In casting around for ways to cope with Lili’s heartbreaking Degenerative Myelopathy, both emotionally & practically, I recently reread the Meditations of Marcus Aurelius [written ca. 170-180 AD], which are timeless, or very timely. To quote him: “There is nothing new; all things are both familiar and short-lived.”
Inasmuch as Lili’s motto, in the face of rapidly progressing back-leg numbness, ataxia (drunken-sailor gait) & frequent collapses, seems to be: “Keep Calm & Carry On,” I would say she is more Aurelian than I am, at the moment.
For instance, she is my role model for this bit of advice: “Remember, too, on every occasion that leads thee to vexation to apply this principle: not that this is a misfortune, but to bear it nobly is good fortune.” I texted that one to my daughter at work, who immediately “got it,” and wrote back, “So, life is how you react.”
He’s very into noticing when humiliation gets up “thy” nose, and challenging it with Cognitive Reframing concerning Locus of Control: “But death certainly, and life, honour & dishonour, pain & pleasure, all these things equally happen to good men & bad, being things which make us neither better or worse.” You’ve been dealt a rotten hand? Who cares if you deserved it, or if it was just random bad luck? Play the hand you’re dealt, and let the Greek chorus of kibitzers tend to their knitting (to mix a metaphor): “So much more respect have we to what our neighbor shall think of us than to what we shall think of ourselves,” observed the Philosopher King. And, yes, I agree with those who quibble, “Easy for you to say, Your Majesty.

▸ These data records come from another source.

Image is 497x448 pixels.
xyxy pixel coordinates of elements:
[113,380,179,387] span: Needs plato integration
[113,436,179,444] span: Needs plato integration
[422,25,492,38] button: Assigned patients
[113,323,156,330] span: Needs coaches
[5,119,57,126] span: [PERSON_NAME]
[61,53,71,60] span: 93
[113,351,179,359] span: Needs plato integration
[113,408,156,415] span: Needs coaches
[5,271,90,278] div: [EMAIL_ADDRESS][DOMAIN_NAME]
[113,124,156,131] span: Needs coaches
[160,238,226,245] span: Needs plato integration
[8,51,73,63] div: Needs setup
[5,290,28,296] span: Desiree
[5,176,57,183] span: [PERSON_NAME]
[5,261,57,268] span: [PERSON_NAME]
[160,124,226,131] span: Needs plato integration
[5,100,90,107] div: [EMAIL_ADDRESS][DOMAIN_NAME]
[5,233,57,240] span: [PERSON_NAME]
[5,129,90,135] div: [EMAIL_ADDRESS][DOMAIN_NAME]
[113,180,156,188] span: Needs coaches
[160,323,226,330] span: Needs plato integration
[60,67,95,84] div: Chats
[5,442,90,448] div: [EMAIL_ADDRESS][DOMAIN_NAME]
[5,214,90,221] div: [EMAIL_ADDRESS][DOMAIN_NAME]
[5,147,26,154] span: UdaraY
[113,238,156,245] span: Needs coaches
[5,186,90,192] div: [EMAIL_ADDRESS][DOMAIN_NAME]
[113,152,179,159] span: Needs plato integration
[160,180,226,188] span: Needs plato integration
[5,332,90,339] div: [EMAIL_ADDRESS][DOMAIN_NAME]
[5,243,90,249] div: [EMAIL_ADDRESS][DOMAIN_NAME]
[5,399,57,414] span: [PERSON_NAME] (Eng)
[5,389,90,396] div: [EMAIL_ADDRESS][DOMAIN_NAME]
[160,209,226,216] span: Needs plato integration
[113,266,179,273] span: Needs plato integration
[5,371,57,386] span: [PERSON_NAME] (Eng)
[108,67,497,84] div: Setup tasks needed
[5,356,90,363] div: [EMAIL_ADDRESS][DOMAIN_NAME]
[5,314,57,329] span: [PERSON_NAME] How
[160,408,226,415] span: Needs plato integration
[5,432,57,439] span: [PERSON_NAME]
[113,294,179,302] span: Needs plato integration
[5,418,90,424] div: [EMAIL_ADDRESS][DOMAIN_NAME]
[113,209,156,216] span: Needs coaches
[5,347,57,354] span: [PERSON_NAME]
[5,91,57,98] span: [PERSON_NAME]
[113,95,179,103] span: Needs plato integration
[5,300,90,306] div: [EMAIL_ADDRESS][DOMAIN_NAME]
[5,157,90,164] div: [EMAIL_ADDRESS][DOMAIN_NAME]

Noblesse oblige, and all that; but for us hoi-poloi, in high-density living situations, ‘one man’s ceiling is another man’s floor’ [as Rhymin’ Simon says].”
Speaking of the neighbors, we have gone out of our way [and comfort zone], to explain to ours, what’s up with Lili [not contagious, not painful, “not anyone’s fault”…unless you count her breeders, but let’s not dwell on that]. They have been, without exception, sympathetic and supportive…and grateful that their dogs have been spared Lili’s fate.
But, as Marky Mark would remind us, we’re all on Lili’s journey, even if we’re not as close to the other “shore,” as she is. Therefore, he counseled, “Thou will give thyself relief, if thou doest every act of thy life as if it were thy last.” Be like Lili: “Keep calm & carry on.”